Chirp the keypads

lugnut

Member
I'm a rookie at this so please bear with me. I want an event to beep the keypad. The only way I've found so far to do this is with a THEN rule to start beeps when the event transition is detected. Turning the keypad beeps on causes a short burst of 3 beeps, then a pause, then repeats the burst of 3 beeps until it is explicitly stopped. I only want a single burst of the 3 beeps, always 3 beeps, to all keypads.

The way I found to do this in theory is using a 1 second counter, which starts after the BEEP START, and ends the beeps when the timer times out.

The issue I've found with the use of counters and a WHENEVER 1 SECOND rule is the 1 second seems tied to a system timer tic's 1-second boundary, so the event that happens asynchronous to the system timer tic results in I sometimes hear the keypad emit the short burst of 3 beeps, and sometimes not. It depends (it seems anyway) on when the event hits within the system timer tic's 1-second window, which is unpredictable since they aren't synchronized.

If I set the counter that terminates the beeps to 2 seconds, I sometimes get two bursts of 3 beeps, and sometimes just one. Also, it can vary with my 2 keypads. Sometimes I hear the beeps on one keypad but not the other. I guess that says there is no "keypad broadcast address" on the data bus, and it sends the commands in series, individually addressed (but I can't find where you can actually direct text or beeps to specific keypads so maybe I'm confused)

So my question, is there a simple way to just send a single burst of 3 beeps to all keypads, that I'm not seeing? Where it will always send just the single burst of 3 beeps, and always to all keypads?

Would the use of "dummy outputs" turned on for 1 second give a different result? (i.e. if you turn an output on for 1 second, does it turn on immediately, even if the system timer-tic-seconds is at say xx1.47 seconds, or does it also hold off until it detects a transition to xx2.00 seconds?)
 
Not sure if you chirp needs to sound the same as the standard keypad chirp, but...

Could you setup an output with a voice description of 800hz tones and silences to achieve the desired affect?

Brian
 
Not sure if you chirp needs to sound the same as the standard keypad chirp, but...

Could you setup an output with a voice description of 800hz tones and silences to achieve the desired affect?

Brian

An interesting idea, but I think that would have to go out the speaker(?). My preference would be right at the keypads, at the exit doors. My doors sometimes need an extra nudge to compress the weatherstripping all the way, and re-engage the contacts. My dog has been known to get out these not-completely-closed doors, so this "chime when closed" is not so much a security feature as a reminder.
 
Not sure if you chirp needs to sound the same as the standard keypad chirp, but...

Could you setup an output with a voice description of 800hz tones and silences to achieve the desired affect?

Brian

An interesting idea, but I think that would have to go out the speaker(?). My preference would be right at the keypads, at the exit doors. My doors sometimes need an extra nudge to compress the weatherstripping all the way, and re-engage the contacts. My dog has been known to get out these not-completely-closed doors, so this "chime when closed" is not so much a security feature as a reminder.

I have speakers mounted behind the keypads, doesn't everyone? :)

I have some doors with magnetic locks, I flash the F1 key on the keypad if the switch isn't made.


**Problem requirements**: Two lines below mark the span: the one containing "is (1316, 916)." and the one containing "What do you see at coordinates (79, 377)". Set down both, plus every line between, exactly as they stand, and nothing else.

Excerpts from a dataset
((

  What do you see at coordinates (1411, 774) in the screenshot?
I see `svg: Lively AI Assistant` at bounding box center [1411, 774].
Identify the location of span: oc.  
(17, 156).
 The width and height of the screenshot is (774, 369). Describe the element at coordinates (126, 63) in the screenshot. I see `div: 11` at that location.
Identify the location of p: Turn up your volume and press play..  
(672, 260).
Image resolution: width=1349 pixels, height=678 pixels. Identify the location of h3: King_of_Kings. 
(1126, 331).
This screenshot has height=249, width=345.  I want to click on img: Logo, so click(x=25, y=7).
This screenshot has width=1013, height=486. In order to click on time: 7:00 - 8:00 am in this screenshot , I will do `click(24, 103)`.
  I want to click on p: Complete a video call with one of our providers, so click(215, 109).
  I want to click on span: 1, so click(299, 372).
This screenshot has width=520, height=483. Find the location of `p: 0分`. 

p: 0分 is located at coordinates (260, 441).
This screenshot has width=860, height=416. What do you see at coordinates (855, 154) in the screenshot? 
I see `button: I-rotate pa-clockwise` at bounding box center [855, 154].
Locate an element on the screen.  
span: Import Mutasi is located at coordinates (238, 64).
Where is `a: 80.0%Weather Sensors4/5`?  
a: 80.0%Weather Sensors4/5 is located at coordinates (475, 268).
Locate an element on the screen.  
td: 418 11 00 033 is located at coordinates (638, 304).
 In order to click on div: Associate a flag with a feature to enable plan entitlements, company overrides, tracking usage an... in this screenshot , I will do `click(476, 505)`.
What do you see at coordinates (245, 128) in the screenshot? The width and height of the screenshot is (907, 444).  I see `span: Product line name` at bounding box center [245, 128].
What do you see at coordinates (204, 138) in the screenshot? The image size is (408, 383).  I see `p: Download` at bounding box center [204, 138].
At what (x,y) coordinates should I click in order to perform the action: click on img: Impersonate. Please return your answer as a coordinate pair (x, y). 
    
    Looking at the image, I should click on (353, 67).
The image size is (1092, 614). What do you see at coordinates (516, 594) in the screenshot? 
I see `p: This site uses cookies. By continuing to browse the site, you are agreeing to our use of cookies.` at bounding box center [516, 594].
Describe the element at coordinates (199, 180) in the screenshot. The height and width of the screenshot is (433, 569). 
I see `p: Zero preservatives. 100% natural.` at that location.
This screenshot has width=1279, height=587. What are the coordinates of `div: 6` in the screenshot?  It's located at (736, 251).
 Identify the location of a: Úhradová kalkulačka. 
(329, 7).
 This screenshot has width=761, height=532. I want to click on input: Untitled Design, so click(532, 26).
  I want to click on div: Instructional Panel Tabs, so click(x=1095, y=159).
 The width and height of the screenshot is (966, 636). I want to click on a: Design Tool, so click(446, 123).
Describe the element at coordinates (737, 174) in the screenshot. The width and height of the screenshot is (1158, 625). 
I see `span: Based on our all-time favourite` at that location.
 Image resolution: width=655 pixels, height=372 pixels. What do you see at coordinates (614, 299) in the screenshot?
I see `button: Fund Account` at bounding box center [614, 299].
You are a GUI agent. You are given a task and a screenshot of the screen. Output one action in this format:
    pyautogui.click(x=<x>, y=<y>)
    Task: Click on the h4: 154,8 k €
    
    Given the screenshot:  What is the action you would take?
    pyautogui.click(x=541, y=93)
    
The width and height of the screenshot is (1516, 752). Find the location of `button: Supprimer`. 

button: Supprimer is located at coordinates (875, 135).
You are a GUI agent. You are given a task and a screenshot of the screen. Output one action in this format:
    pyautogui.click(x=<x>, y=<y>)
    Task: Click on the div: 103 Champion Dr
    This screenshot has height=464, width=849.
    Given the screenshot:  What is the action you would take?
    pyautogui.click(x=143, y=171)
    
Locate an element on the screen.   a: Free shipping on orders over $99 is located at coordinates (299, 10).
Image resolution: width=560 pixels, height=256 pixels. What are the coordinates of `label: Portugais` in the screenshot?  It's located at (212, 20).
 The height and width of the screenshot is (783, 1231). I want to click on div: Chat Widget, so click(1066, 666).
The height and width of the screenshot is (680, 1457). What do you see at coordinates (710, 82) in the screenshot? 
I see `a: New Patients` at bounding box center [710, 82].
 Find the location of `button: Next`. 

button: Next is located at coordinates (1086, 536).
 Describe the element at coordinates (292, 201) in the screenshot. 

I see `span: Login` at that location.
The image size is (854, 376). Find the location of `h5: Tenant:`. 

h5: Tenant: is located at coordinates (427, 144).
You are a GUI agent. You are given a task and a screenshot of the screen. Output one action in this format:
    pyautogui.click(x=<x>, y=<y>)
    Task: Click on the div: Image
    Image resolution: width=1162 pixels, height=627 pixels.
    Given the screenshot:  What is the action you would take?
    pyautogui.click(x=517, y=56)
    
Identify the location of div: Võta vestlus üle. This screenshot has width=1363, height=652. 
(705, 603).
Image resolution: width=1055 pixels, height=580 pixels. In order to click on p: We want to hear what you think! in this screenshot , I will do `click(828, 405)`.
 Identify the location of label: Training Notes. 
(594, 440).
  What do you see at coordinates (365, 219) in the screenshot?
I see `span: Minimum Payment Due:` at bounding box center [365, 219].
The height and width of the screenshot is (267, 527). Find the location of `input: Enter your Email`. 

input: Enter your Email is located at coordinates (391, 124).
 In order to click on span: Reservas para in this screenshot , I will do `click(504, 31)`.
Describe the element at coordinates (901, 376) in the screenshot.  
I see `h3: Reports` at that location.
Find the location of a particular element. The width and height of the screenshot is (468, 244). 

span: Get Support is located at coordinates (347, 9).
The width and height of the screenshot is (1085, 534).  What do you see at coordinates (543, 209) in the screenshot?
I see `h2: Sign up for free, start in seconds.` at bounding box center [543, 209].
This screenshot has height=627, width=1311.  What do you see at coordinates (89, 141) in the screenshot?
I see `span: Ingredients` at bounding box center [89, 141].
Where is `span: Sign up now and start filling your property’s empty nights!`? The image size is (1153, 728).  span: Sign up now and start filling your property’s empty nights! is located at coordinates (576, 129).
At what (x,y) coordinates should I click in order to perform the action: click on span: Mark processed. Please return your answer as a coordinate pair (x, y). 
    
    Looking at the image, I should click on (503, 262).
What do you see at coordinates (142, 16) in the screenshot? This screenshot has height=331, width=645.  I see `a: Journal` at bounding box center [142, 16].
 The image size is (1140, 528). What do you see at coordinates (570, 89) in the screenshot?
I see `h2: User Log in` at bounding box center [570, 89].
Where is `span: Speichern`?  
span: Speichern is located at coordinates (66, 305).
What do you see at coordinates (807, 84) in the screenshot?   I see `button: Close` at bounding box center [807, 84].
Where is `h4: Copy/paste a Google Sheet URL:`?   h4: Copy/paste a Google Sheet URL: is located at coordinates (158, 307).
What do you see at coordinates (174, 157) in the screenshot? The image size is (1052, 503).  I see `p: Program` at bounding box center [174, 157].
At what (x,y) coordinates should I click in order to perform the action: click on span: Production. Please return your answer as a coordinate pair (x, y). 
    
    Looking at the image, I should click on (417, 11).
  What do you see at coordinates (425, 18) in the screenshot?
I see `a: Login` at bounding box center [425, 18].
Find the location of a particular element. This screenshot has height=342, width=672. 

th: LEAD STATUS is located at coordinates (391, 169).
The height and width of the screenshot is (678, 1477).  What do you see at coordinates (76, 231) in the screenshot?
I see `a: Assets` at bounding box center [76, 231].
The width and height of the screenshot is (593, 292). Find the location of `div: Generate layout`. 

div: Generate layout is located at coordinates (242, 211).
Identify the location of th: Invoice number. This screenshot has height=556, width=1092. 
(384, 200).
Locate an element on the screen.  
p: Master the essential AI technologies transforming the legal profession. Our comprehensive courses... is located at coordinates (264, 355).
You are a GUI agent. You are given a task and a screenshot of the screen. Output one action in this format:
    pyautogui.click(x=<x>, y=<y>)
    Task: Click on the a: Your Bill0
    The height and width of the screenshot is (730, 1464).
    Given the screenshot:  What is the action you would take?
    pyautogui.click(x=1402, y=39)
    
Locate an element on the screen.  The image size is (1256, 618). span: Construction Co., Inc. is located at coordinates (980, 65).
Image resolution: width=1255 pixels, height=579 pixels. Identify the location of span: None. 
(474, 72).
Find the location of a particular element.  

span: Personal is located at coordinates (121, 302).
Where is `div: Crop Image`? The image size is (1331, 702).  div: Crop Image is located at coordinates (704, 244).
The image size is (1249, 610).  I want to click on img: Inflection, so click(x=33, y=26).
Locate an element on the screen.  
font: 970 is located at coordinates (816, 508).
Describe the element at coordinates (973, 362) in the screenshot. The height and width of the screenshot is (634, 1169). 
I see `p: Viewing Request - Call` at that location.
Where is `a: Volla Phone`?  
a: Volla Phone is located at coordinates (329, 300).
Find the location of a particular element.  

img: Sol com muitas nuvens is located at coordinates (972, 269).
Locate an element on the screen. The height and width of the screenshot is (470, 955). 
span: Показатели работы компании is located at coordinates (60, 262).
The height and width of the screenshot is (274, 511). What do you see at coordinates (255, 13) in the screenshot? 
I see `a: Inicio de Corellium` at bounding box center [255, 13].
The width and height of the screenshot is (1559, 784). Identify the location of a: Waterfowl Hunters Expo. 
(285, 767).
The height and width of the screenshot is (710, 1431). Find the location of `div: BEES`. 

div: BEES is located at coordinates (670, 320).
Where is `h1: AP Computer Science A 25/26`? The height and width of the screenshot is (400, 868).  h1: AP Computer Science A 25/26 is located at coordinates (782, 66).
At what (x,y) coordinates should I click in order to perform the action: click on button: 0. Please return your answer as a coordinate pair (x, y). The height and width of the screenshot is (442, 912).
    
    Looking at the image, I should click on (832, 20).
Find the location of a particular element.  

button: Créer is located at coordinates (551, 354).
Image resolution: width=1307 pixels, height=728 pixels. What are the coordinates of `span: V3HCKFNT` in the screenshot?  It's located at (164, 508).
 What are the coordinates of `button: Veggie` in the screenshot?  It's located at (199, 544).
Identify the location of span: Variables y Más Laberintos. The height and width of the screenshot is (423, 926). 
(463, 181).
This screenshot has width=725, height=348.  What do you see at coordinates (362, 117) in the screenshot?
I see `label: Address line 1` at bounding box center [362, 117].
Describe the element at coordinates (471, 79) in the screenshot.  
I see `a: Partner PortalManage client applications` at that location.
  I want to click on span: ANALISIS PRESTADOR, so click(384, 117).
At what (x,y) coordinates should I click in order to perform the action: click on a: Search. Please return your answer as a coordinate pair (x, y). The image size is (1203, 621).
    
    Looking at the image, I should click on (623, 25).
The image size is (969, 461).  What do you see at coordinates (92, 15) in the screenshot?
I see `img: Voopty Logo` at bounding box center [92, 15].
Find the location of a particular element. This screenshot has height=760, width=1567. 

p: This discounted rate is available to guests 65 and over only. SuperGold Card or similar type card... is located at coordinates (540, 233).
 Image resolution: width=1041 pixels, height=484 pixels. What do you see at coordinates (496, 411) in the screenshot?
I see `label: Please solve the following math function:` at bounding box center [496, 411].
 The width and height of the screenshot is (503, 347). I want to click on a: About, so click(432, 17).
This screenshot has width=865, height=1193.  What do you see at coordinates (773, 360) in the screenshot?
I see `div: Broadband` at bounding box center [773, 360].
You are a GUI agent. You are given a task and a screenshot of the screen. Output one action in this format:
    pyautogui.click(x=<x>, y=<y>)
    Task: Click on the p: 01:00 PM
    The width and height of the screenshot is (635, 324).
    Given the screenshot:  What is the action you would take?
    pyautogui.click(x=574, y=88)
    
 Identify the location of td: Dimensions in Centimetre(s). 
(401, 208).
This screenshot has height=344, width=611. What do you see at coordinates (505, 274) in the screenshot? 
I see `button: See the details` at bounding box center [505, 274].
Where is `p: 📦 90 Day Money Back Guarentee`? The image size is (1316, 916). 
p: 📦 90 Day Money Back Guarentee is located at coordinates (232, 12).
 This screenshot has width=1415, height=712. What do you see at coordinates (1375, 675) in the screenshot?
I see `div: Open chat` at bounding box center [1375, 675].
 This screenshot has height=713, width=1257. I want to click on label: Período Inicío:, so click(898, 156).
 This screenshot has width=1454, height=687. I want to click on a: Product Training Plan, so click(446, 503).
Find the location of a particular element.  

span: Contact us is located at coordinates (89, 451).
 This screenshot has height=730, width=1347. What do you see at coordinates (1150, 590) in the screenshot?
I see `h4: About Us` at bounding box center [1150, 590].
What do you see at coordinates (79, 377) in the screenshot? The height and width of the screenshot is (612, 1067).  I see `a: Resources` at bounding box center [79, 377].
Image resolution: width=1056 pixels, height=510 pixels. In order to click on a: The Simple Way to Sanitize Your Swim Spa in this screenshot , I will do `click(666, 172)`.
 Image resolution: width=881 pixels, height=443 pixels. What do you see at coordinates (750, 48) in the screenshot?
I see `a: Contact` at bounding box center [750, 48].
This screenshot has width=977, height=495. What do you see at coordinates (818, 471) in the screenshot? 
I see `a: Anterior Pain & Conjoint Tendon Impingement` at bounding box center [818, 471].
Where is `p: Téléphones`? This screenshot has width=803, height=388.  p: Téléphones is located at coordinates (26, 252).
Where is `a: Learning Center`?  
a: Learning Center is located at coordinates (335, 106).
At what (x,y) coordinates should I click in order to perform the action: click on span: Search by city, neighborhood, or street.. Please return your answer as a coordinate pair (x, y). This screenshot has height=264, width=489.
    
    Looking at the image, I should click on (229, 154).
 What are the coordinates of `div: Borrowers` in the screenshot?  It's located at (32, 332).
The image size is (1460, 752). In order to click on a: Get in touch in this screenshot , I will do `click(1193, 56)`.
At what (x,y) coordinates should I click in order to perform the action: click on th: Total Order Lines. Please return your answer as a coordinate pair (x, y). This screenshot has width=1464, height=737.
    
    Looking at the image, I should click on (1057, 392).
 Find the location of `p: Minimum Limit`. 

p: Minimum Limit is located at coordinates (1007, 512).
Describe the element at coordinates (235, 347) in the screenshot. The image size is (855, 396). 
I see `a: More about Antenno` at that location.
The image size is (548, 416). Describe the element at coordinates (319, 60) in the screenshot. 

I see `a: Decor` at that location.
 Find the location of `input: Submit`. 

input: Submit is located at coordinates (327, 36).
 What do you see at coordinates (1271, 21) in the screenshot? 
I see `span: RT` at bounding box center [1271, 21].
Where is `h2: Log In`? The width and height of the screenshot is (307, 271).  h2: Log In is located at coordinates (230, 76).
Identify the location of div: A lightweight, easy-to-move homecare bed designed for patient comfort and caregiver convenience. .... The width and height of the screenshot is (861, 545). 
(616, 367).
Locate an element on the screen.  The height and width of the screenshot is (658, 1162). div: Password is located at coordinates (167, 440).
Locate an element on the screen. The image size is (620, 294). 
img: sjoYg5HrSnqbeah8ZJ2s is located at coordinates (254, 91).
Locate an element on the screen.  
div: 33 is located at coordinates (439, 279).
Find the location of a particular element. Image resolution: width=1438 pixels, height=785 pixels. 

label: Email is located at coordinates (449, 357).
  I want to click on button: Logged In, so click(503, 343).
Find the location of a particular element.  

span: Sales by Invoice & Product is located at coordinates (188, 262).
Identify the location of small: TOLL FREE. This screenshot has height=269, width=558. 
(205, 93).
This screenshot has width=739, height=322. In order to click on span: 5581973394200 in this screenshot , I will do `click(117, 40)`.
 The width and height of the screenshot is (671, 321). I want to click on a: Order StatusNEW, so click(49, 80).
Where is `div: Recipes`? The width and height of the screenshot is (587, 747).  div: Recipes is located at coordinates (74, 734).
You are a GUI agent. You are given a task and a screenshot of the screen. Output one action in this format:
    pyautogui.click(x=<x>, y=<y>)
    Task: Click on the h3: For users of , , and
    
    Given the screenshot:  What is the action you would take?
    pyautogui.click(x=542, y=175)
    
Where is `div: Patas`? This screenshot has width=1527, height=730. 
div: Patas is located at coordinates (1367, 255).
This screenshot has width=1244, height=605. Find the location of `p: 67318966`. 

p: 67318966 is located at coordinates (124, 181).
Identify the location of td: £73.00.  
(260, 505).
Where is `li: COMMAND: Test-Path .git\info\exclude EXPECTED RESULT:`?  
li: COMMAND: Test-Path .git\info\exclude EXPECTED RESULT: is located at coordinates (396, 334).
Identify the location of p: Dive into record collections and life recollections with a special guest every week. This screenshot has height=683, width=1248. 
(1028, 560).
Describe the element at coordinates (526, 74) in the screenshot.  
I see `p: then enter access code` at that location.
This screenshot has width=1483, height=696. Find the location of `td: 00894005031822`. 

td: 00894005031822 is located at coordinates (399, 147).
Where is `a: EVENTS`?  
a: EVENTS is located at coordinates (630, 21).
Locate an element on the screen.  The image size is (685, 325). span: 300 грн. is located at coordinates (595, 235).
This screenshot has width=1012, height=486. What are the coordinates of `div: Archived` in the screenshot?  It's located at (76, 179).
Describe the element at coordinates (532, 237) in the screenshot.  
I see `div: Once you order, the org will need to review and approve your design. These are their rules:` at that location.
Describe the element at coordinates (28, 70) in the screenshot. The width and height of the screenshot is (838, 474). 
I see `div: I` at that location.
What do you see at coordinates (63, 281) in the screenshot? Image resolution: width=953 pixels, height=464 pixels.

))

**Exercise solution**:
Where is `p: 📦 90 Day Money Back Guarentee`? The image size is (1316, 916). 
p: 📦 90 Day Money Back Guarentee is located at coordinates (232, 12).
 This screenshot has width=1415, height=712. What do you see at coordinates (1375, 675) in the screenshot?
I see `div: Open chat` at bounding box center [1375, 675].
 This screenshot has height=713, width=1257. I want to click on label: Período Inicío:, so click(898, 156).
 This screenshot has width=1454, height=687. I want to click on a: Product Training Plan, so click(446, 503).
Find the location of a particular element.  

span: Contact us is located at coordinates (89, 451).
 This screenshot has height=730, width=1347. What do you see at coordinates (1150, 590) in the screenshot?
I see `h4: About Us` at bounding box center [1150, 590].
What do you see at coordinates (79, 377) in the screenshot? The height and width of the screenshot is (612, 1067).  I see `a: Resources` at bounding box center [79, 377].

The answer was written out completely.